68. Cor. 12, 4 (1059, 27–30). Tertullian's indebtedness to Stoic thought here (Schöpf, B., Das Tötangstrecht bei den früchrisflichen Schriftstellern bis zum Zeit Konstantins [Regensburg, 1953], pp. 200–202Google Scholar) does not invalidate the genuineness of feeling and the grandeur of expression.
69. Cor. 12, 4 (1059, 30–31).
70 See above, p. 14.
71. Harnack does not offer any really cogent reasons for advancing the date to 198–202/203. He admits that “sechszehn schriften in 5 Jahren erscheint etwas viel” (Chronologie … bis Eusebius [Leipzig: Hinrichs, 1904], II. Band, p. 273, p. 295)Google Scholar. Harnack, quite rightly, objects to Monceaux' identification of the rigorism of de Idololatria with Montanism. The reference in ch. 13 definitely dates de Idololatria after de Spectaculis. There seems to be no way to establish the dating of the work with any certainty. The majority of scholars (including Quasten) incline toward dating it after de Corona.
72. The caliga was the heavy soldier's boot; hence came to denote the common soldier.
73. Idol. 19, 1 (1120, 13–14).
74. Signum is a military standard. Tertullian is probably thinking of the cruciform vexillae. Cf.

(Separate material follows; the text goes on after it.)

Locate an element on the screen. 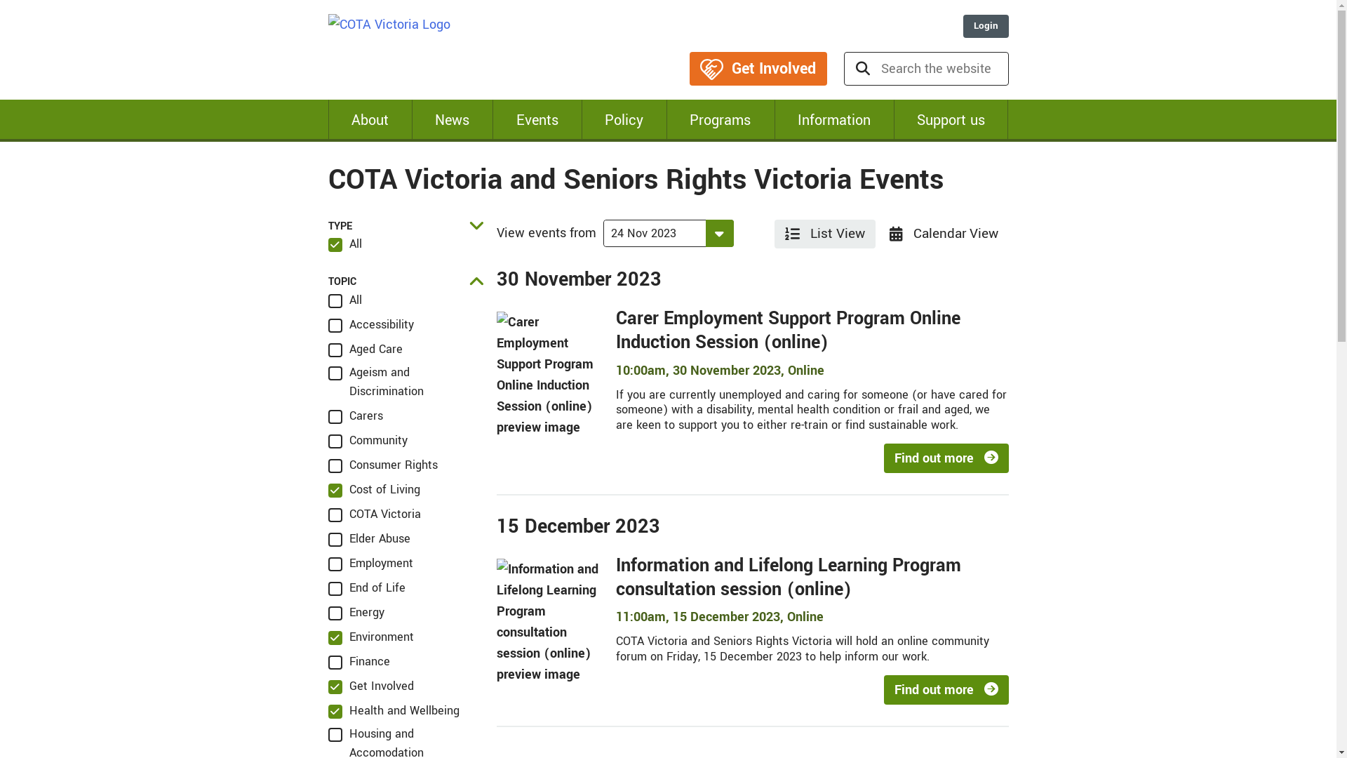 The height and width of the screenshot is (758, 1347). List View is located at coordinates (825, 234).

Apol. 16, 8.
75. Could this expression be an echo of de Corona 15, where the Mithraist miles is initiated in castris vere tenebrarum?
76. A bold identification of the Emperor with the mammona of Matt. 6:24.

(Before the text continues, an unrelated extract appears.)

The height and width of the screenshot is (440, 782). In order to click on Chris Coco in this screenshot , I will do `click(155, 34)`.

77. Idol. 19, 2 (1120, 14–17). In the magnificient confrontation of castra lucia and castra diabolis, Tertullian shows the influence of the apocalyptis-dualistic strain of early Christian thinking.
78. Idol. 19, 3 (1120, 22). Gaignebert (op. cit., p. 191) attributes the statement in Luke 3:14 to Jesus!

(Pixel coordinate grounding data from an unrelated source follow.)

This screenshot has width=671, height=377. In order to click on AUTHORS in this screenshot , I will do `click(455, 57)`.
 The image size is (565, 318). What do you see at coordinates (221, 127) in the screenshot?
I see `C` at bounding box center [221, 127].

79. In the Acta Marcelli the martyr signifies his rejection of military service by throwing off his belt (“… reiecto etiam cingulo militari coram signis legionis…”). Harnack, , Militia Christi, p. 117.Google Scholar
80. Idol. 19, 3 (1120, 23–24). Quite a cogent argument exceept for the fact that it does not take into account the ease of Cornelius. I don't see any justification for Klein's assertion that Idol. 19 is not concerned with the service of Christians in the Roman army but is rather directed against the “general brutalization of military life and warfare.” (op. cit., p. 110) Tertullian is not given to vague philosophizing; he is severely purposeful, and directs his arguments to specific opponents—in this case those Christian soldiers who inexcusably lingered in castra tenebrarum.
81. I don't quite see in what way Tertullian “switched the points” (“…er hat… die Weichen für die zukünftige Entwieklung gestellt,” Klein, op. cit., p. 124). I find it difficult to regard Tertullian, as Klein does, as a Eusebius avant la lettre.